Redefining the white hair symbolism.
Fortunately for you (assuming you aren't afraid to get your hands dirty), just about every game set before the year 1700 is lousy with castles -- how many massive wooden doors have you entered and how many walls have you scaled in the Elder Scrolls games? Or the Assassin's Creed games? Hell, just imagine the cleaning staff required to keep Castlevania inhabitable, and the undead aren't even particularly picky. Without enough housemaids to handle the rapidly accumulating filth, a castle would fall into disrepair in a matter of days. Sure, you wouldn't have modern conveniences like vacuum cleaners or Lysol or living to see your 30th birthday, but you would get to see some real, honest-to-God knights, not just guys cosplaying at the Ren Faire on their day off from assistant night managing at Arby's.
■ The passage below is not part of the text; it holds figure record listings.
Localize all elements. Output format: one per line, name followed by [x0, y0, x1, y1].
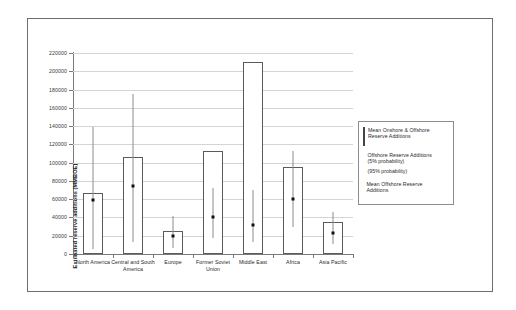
filled-square-icon: [363, 181, 364, 199]
x-tick-mark: [273, 254, 274, 258]
x-axis-line: [73, 254, 354, 255]
y-tick-label: 200000: [49, 68, 67, 74]
mean-marker: [172, 234, 175, 237]
chart-category-group: North America: [73, 53, 113, 254]
error-bar: [213, 188, 214, 237]
error-bar: [333, 212, 334, 244]
error-bar: [253, 190, 254, 242]
open-square-icon: [363, 128, 365, 146]
y-tick-label: 140000: [49, 123, 67, 129]
y-tick-label: 0: [64, 251, 67, 257]
mean-marker: [292, 198, 295, 201]
x-tick-mark: [193, 254, 194, 258]
error-bar: [93, 127, 94, 249]
mean-marker: [92, 199, 95, 202]
y-tick-label: 220000: [49, 50, 67, 56]
mean-marker: [332, 232, 335, 235]
chart-plot-area: 0200004000060000800001000001200001400001…: [73, 53, 353, 254]
mean-marker: [132, 184, 135, 187]
y-tick-label: 100000: [49, 160, 67, 166]
x-tick-mark: [113, 254, 114, 258]
legend-item-mean-onshore-offshore: Mean Onshore & Offshore Reserve Addition…: [363, 127, 449, 146]
legend-item-label: Mean Offshore Reserve Additions: [367, 181, 423, 194]
chart-category-group: Europe: [153, 53, 193, 254]
chart-legend: Mean Onshore & Offshore Reserve Addition…: [358, 121, 454, 205]
legend-item-offshore-probability-range: Offshore Reserve Additions (5% probabili…: [363, 152, 449, 175]
y-tick-label: 180000: [49, 87, 67, 93]
y-tick-label: 120000: [49, 141, 67, 147]
chart-category-group: Middle East: [233, 53, 273, 254]
y-tick-label: 20000: [52, 233, 67, 239]
x-tick-mark: [153, 254, 154, 258]
error-bar: [173, 216, 174, 248]
mean-marker: [212, 215, 215, 218]
legend-item-mean-offshore: Mean Offshore Reserve Additions: [363, 181, 449, 200]
y-tick-label: 40000: [52, 214, 67, 220]
error-bar: [293, 151, 294, 227]
chart-category-group: Central and South America: [113, 53, 153, 254]
error-bar: [133, 94, 134, 242]
x-tick-mark: [233, 254, 234, 258]
mean-marker: [252, 224, 255, 227]
y-tick-label: 80000: [52, 178, 67, 184]
legend-item-label: Mean Onshore & Offshore Reserve Addition…: [368, 127, 430, 140]
y-axis-title: Estimated reserve additions (MMBOE): [72, 141, 78, 291]
chart-category-group: Africa: [273, 53, 313, 254]
chart-category-group: Former Soviet Union: [193, 53, 233, 254]
y-tick-label: 160000: [49, 105, 67, 111]
x-tick-mark: [313, 254, 314, 258]
chart-category-group: Asia Pacific: [313, 53, 353, 254]
vertical-line-icon: [363, 152, 365, 170]
x-tick-mark: [353, 254, 354, 258]
chart-page-frame: 0200004000060000800001000001200001400001…: [27, 18, 493, 292]
y-tick-label: 60000: [52, 196, 67, 202]
x-axis-category-label: Asia Pacific: [310, 259, 356, 266]
legend-item-label: Offshore Reserve Additions (5% probabili…: [368, 152, 432, 175]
Real badasses clean their weapons using even more blood.
Gossip Columnist
In your busy modern life, you have to be selective with the information you save permanently in your head. Learning all the lyrics to "Bohemian Rhapsody" means you have to delete other piles of useless trivia to make room, like friends' birthdays, or who just got engaged to whom, or what time you were supposed to appear in court. If a piece of information doesn't directly relate to you or the people you want to have sex with, it tends to slip from your mind like so much cat urine down the arm of your grandmother's plastic-covered sofa. Grandma ... uh, well, you can't quite remember her name right now, but it will come back to you, surely. Shirley! No, that's not right.
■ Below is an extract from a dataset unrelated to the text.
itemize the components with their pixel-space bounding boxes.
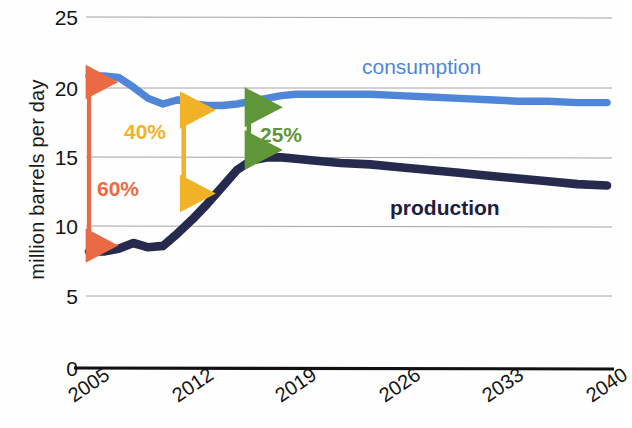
x-axis-line [74,368,614,369]
gridlines [86,17,612,296]
series-line-consumption [89,76,607,106]
series-line-production [89,157,607,251]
So if a stranger approached me at the supermarket and asked what the deal was with that haunted-looking house down the street, my answers would range from shrugging noncommittally to shrugging noncommittally while furiously tweeting about the weirdo who's harassing me in the condiment aisle. And yet when we, strangers in a foreign land, approach locals in Eorzea, or Hyrule, or post-apocalyptic Las Vegas, every question we ask is met with a knowing "Well, funny you should mention that ..."
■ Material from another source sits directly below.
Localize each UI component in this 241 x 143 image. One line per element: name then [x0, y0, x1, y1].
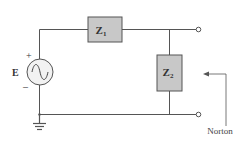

I can't help but suspect some form of Asperger's.
You'll never see an NPC staring at an iPhone and scrolling through her Facebook feed, so there's only one other way everyone in these worlds can know everyone else's business: a polygonated Page Six. The streets of every MMO and open-world game must be choked with gossip columns to reach the point where every citizen not only knows but has an opinion on which family feuds have reached a boiling point, or what might have happened to the shipment of rubies that disappeared mysteriously. In fact, the video game universe might very well be the only place where people are even more invested in public scandals, dirty laundry, and urban legends than we are in the real world, which means there would be no shortage of job openings. Even if you happen to stumble into a game that takes place before print exists, you still have hundreds of quest seekers with a high turnover rate wandering through your village and willing to shell out coins for hearsay information. Granted, you'd probably be given the same amount of respect as gossip columnists in the real world (below the fungus that causes athlete's foot, above Guy Fieri), but if you can ask the tough questions and have a knack for pun-based headlines, you'll have a job for life.